[Stored items from a collection]
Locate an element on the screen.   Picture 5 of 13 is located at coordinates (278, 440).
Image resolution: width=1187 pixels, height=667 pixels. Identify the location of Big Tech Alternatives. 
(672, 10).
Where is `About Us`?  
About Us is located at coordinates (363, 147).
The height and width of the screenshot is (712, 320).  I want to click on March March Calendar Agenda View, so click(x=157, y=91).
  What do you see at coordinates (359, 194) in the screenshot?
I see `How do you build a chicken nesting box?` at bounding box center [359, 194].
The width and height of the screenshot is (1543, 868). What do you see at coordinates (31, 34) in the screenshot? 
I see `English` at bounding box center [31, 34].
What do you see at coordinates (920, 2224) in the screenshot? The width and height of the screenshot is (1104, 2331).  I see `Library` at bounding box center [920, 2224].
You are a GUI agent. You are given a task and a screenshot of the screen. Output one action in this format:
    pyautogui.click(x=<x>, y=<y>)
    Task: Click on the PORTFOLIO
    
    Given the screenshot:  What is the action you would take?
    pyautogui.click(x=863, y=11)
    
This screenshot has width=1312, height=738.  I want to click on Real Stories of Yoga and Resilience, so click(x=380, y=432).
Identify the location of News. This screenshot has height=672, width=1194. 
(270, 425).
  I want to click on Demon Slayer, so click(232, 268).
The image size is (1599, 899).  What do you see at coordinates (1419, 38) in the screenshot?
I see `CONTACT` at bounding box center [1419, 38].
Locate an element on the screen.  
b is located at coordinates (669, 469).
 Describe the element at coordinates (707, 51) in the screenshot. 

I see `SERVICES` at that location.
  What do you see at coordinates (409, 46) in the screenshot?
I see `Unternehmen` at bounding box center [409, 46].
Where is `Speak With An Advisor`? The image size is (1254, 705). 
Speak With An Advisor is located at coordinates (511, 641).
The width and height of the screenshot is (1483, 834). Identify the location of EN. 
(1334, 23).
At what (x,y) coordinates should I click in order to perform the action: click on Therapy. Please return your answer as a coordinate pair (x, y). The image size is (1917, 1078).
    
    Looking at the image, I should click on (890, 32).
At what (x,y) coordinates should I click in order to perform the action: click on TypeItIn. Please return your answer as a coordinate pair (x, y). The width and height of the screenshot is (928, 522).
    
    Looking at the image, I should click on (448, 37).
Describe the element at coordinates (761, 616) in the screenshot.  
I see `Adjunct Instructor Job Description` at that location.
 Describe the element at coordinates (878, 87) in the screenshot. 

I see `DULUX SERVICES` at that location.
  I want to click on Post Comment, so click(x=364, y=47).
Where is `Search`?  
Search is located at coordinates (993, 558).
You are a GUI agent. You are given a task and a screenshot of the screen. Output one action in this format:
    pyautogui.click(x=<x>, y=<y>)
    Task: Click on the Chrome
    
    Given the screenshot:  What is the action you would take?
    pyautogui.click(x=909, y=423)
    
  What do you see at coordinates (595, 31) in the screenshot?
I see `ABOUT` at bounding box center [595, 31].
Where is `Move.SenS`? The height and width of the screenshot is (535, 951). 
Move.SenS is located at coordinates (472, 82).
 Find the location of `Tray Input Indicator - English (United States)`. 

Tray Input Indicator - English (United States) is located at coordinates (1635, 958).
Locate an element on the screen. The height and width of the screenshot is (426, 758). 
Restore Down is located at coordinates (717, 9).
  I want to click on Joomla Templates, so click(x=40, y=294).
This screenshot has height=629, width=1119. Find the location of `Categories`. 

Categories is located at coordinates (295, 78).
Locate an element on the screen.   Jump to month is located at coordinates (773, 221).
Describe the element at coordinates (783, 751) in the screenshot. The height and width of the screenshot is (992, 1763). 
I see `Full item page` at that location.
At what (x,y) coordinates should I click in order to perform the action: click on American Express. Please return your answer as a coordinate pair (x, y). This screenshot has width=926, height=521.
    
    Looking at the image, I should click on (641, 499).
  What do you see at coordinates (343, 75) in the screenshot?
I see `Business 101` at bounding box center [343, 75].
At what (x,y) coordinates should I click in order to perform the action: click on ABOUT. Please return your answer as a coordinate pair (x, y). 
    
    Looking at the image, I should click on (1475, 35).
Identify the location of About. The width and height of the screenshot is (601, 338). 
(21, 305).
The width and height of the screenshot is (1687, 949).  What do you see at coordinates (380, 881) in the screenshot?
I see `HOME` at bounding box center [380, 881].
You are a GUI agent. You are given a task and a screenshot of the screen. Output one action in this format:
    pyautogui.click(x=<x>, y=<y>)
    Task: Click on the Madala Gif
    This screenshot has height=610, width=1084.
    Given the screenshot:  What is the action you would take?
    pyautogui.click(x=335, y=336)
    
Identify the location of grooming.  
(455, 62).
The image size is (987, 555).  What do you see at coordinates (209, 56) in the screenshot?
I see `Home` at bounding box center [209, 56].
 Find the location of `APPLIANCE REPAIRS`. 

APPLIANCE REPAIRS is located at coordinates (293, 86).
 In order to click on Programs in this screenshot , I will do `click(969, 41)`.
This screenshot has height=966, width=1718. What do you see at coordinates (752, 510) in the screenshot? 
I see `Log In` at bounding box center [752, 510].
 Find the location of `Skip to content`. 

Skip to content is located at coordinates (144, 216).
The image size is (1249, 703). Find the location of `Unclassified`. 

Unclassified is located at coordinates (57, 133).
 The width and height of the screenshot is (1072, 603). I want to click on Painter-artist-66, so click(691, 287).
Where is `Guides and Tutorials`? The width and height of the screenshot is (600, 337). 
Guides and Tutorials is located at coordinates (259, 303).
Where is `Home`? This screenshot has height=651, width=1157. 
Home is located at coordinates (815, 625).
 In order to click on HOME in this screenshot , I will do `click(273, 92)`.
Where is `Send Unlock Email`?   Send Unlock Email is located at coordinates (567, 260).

* Your objective *
Every entry above should be transcribed exactly and in full.

* Response to this exercise *
Locate an element on the screen.   Picture 5 of 13 is located at coordinates (278, 440).
Image resolution: width=1187 pixels, height=667 pixels. Identify the location of Big Tech Alternatives. 
(672, 10).
Where is `About Us`?  
About Us is located at coordinates (363, 147).
The height and width of the screenshot is (712, 320).  I want to click on March March Calendar Agenda View, so click(x=157, y=91).
  What do you see at coordinates (359, 194) in the screenshot?
I see `How do you build a chicken nesting box?` at bounding box center [359, 194].
The width and height of the screenshot is (1543, 868). What do you see at coordinates (31, 34) in the screenshot? 
I see `English` at bounding box center [31, 34].
What do you see at coordinates (920, 2224) in the screenshot? The width and height of the screenshot is (1104, 2331).  I see `Library` at bounding box center [920, 2224].
You are a GUI agent. You are given a task and a screenshot of the screen. Output one action in this format:
    pyautogui.click(x=<x>, y=<y>)
    Task: Click on the PORTFOLIO
    
    Given the screenshot:  What is the action you would take?
    pyautogui.click(x=863, y=11)
    
This screenshot has width=1312, height=738.  I want to click on Real Stories of Yoga and Resilience, so click(x=380, y=432).
Identify the location of News. This screenshot has height=672, width=1194. 
(270, 425).
  I want to click on Demon Slayer, so click(232, 268).
The image size is (1599, 899).  What do you see at coordinates (1419, 38) in the screenshot?
I see `CONTACT` at bounding box center [1419, 38].
Locate an element on the screen.  
b is located at coordinates (669, 469).
 Describe the element at coordinates (707, 51) in the screenshot. 

I see `SERVICES` at that location.
  What do you see at coordinates (409, 46) in the screenshot?
I see `Unternehmen` at bounding box center [409, 46].
Where is `Speak With An Advisor`? The image size is (1254, 705). 
Speak With An Advisor is located at coordinates (511, 641).
The width and height of the screenshot is (1483, 834). Identify the location of EN. 
(1334, 23).
At what (x,y) coordinates should I click in order to perform the action: click on Therapy. Please return your answer as a coordinate pair (x, y). The image size is (1917, 1078).
    
    Looking at the image, I should click on (890, 32).
At what (x,y) coordinates should I click in order to perform the action: click on TypeItIn. Please return your answer as a coordinate pair (x, y). The width and height of the screenshot is (928, 522).
    
    Looking at the image, I should click on (448, 37).
Describe the element at coordinates (761, 616) in the screenshot.  
I see `Adjunct Instructor Job Description` at that location.
 Describe the element at coordinates (878, 87) in the screenshot. 

I see `DULUX SERVICES` at that location.
  I want to click on Post Comment, so click(x=364, y=47).
Where is `Search`?  
Search is located at coordinates (993, 558).
You are a GUI agent. You are given a task and a screenshot of the screen. Output one action in this format:
    pyautogui.click(x=<x>, y=<y>)
    Task: Click on the Chrome
    
    Given the screenshot:  What is the action you would take?
    pyautogui.click(x=909, y=423)
    
  What do you see at coordinates (595, 31) in the screenshot?
I see `ABOUT` at bounding box center [595, 31].
Where is `Move.SenS`? The height and width of the screenshot is (535, 951). 
Move.SenS is located at coordinates (472, 82).
 Find the location of `Tray Input Indicator - English (United States)`. 

Tray Input Indicator - English (United States) is located at coordinates (1635, 958).
Locate an element on the screen. The height and width of the screenshot is (426, 758). 
Restore Down is located at coordinates (717, 9).
  I want to click on Joomla Templates, so click(x=40, y=294).
This screenshot has height=629, width=1119. Find the location of `Categories`. 

Categories is located at coordinates (295, 78).
Locate an element on the screen.   Jump to month is located at coordinates (773, 221).
Describe the element at coordinates (783, 751) in the screenshot. The height and width of the screenshot is (992, 1763). 
I see `Full item page` at that location.
At what (x,y) coordinates should I click in order to perform the action: click on American Express. Please return your answer as a coordinate pair (x, y). This screenshot has width=926, height=521.
    
    Looking at the image, I should click on (641, 499).
  What do you see at coordinates (343, 75) in the screenshot?
I see `Business 101` at bounding box center [343, 75].
At what (x,y) coordinates should I click in order to perform the action: click on ABOUT. Please return your answer as a coordinate pair (x, y). 
    
    Looking at the image, I should click on (1475, 35).
Identify the location of About. The width and height of the screenshot is (601, 338). 
(21, 305).
The width and height of the screenshot is (1687, 949).  What do you see at coordinates (380, 881) in the screenshot?
I see `HOME` at bounding box center [380, 881].
You are a GUI agent. You are given a task and a screenshot of the screen. Output one action in this format:
    pyautogui.click(x=<x>, y=<y>)
    Task: Click on the Madala Gif
    This screenshot has height=610, width=1084.
    Given the screenshot:  What is the action you would take?
    pyautogui.click(x=335, y=336)
    
Identify the location of grooming.  
(455, 62).
The image size is (987, 555).  What do you see at coordinates (209, 56) in the screenshot?
I see `Home` at bounding box center [209, 56].
 Find the location of `APPLIANCE REPAIRS`. 

APPLIANCE REPAIRS is located at coordinates (293, 86).
 In order to click on Programs in this screenshot , I will do `click(969, 41)`.
This screenshot has height=966, width=1718. What do you see at coordinates (752, 510) in the screenshot? 
I see `Log In` at bounding box center [752, 510].
 Find the location of `Skip to content`. 

Skip to content is located at coordinates (144, 216).
The image size is (1249, 703). Find the location of `Unclassified`. 

Unclassified is located at coordinates (57, 133).
 The width and height of the screenshot is (1072, 603). I want to click on Painter-artist-66, so click(691, 287).
Where is `Guides and Tutorials`? The width and height of the screenshot is (600, 337). 
Guides and Tutorials is located at coordinates (259, 303).
Where is `Home`? This screenshot has height=651, width=1157. 
Home is located at coordinates (815, 625).
 In order to click on HOME in this screenshot , I will do `click(273, 92)`.
Where is `Send Unlock Email`?   Send Unlock Email is located at coordinates (567, 260).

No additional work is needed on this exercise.